About 32 years after its creation, the federal government-owned Michael Okpara University of Agriculture Umudike (MOUAU), Abia State, has been denied its take-off grant by subsequent federal administrations for no explained reasons.

This is despite sustained pressures and demands for its release by its subsequent Governing Councils and Management.

The scenario was revisited by the 6th Vice-Chancellor (VC), Professor Maduebibisi Ofo Iwe, during the press conference.

He posited that Nigeria’s Federal Universities are yet to recover from the 2022 eight-month-long staff unions’ national industrial action and that despite federal government efforts to address the issue of withheld salaries, there are still issues of staff despondency and lukewarmness following the salary issues associated with that experience.

The VC, who told journalists that despite MOUAU’s various challenges, it has cumulatively, in the last three decades, made giant strides in academics, human capital development, infrastructure, community service, and administration.
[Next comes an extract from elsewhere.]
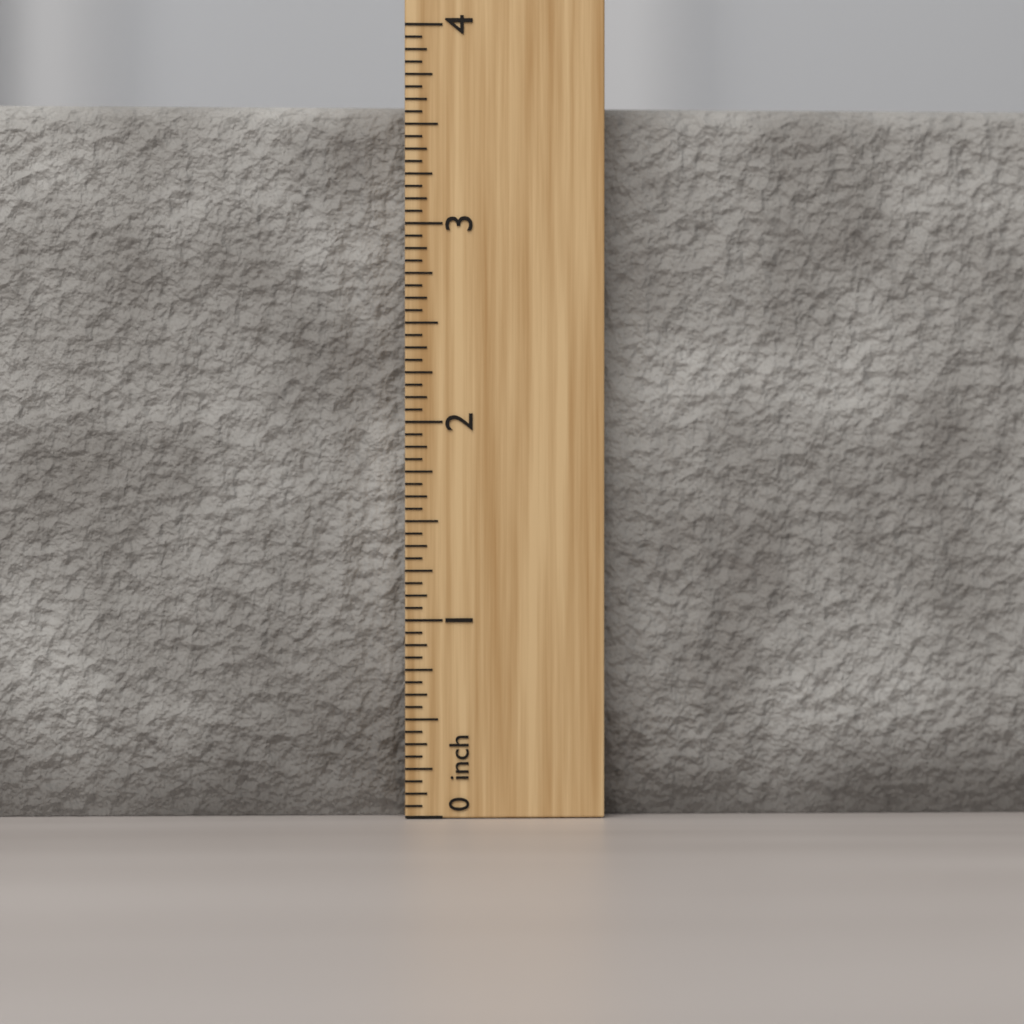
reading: 3.6250 inch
READ ALSOMOUAU shuts down, orders immediate vacation of students from campus

He said, “Our graduates are part of the manpower contributing immensely towards the socio-economic and political development of the nation and the world at large, as the University continues to make remarkable headway in various key areas and succeed in its making as an entrepreneurial university.”

He debunked the allegations in some ignorant quarters that its students were being exploited through fees and levies, saying that there are no fees but charges in federal institutions, adding that the seeming increases for services are in line with the fallout from the removal of the fuel subsidy by the federal government.

“There is no student exploitation. There is even an open standing Committee which has the mechanism to deal with such allegations.”

He reacted to a question on the state of the university infrastructure and facilities massively destroyed during the 6th February 2024 student violent demonstration on the campus, against which the government imposed a N25,000 reparation levy on each student as a condition for recall from their mass suspension.

He said that while such destroyed facilities were/are being repaired, students who did not pay the compulsory reparation levy risk sanctions.